‘Thanks, but why spare Palace, Senate pork?’

Duterte won't interfere with 'intramurals' in Congress over 2019 budget

The plenary hall of the House of Representatives. (Photo from the Philippine Daily Inquirer)

MANILA, Philippines — Progressive party-list groups on Tuesday welcomed President Rodrigo Duterte’s veto on House insertions in the 2019 spending law, but they remained skeptical on why he kept intact billions-worth of alleged pork insertions by senators.

Bayan Muna and ACT Teachers party-list warned that the president’s veto should not be an immediate cause for celebration.

Makabayan senatorial bet Neri Colmenares, who is Bayan Muna chair, said the President should have vetoed all pork barrel allocations, including those allotted by senators for agencies under the Office of the President.

“President Duterte should have also vetoed senatorial pork which Congressman [Rolando] Andaya has been saying and presidential pork especially intelligence funds in [various agencies],” Colmenares said.

Colmenares alleged that billions of “presidential pork” funds had allegedly been tucked away in allotments for the Philippine Amusement and Gaming Corp., the Philippine Charity Sweepstakes Office, and other government-owned and controlled corporations.

These agencies have been the preferred hiding places for funds sourced for graft, he said.

But while the President’s veto of pork barrel insertions amounting to P 75 billion, out of a total P95 billion, in the 2019 budget is the “correct move,” Filipinos should not be misled by the “illusion” that “pork barrel” has been taken out in the 2019 budget, according to ACT Teachers party-list Rep. Antonio Tinio.

“The whole sordid wrangling over pork which caused the delay in the enactment of the budget has exposed how all players — members of the House, senators, the President’s own coterie, and the President himself through his bloated ‘intelligence fund’ — have made insertions for their own pet projects, which largely remain intact,” he said.
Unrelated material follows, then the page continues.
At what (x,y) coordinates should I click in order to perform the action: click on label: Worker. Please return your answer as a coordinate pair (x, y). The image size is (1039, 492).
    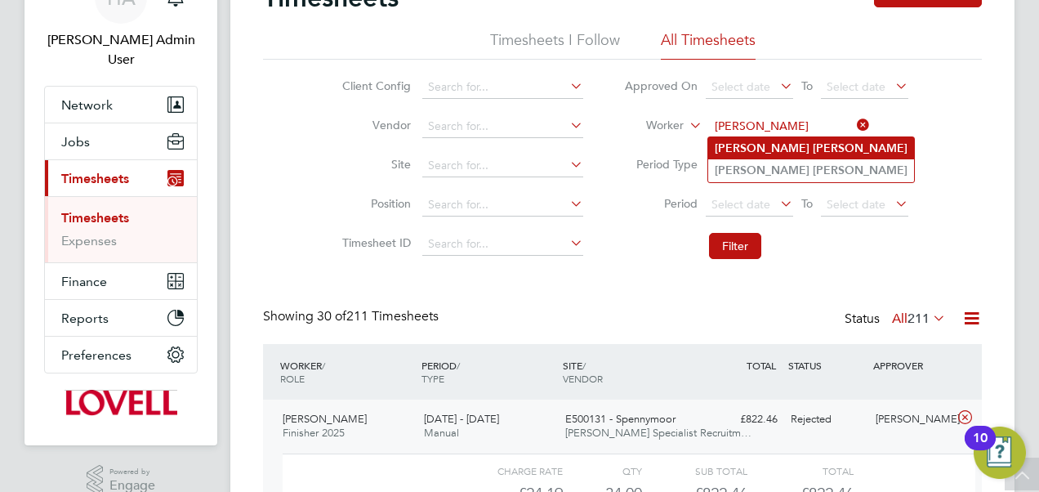
    Looking at the image, I should click on (647, 126).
The President was apparently left with no choice but to veto the budget, Tinio said, after it was shown that the fund insertions were “blatantly unconstitutional and illegal.”

The ACT Teachers lawmaker, however, expressed concern that, because of the delayed passage of the national spending law, the government had operated under a reenacted budget for nearly half the year.

“The President now has the prerogative of treating the whole budget as his own pork barrel — a convenient advantage in the upcoming elections, when presidential realignment of funds could be used to deliver victory to his candidates,” Tinio said.

Teachers, he said, are wary over the Palace statement that the veto includes “conditional implementation” for certain teachers’ benefits and the hiring of new teachers.

“While we await full details in the President’s veto message, we assert that, together with the teachers’ unions, we have fought for the additional funding and benefits included in the (General Appropriations Act) and will demand their full implementation,” Tinio said.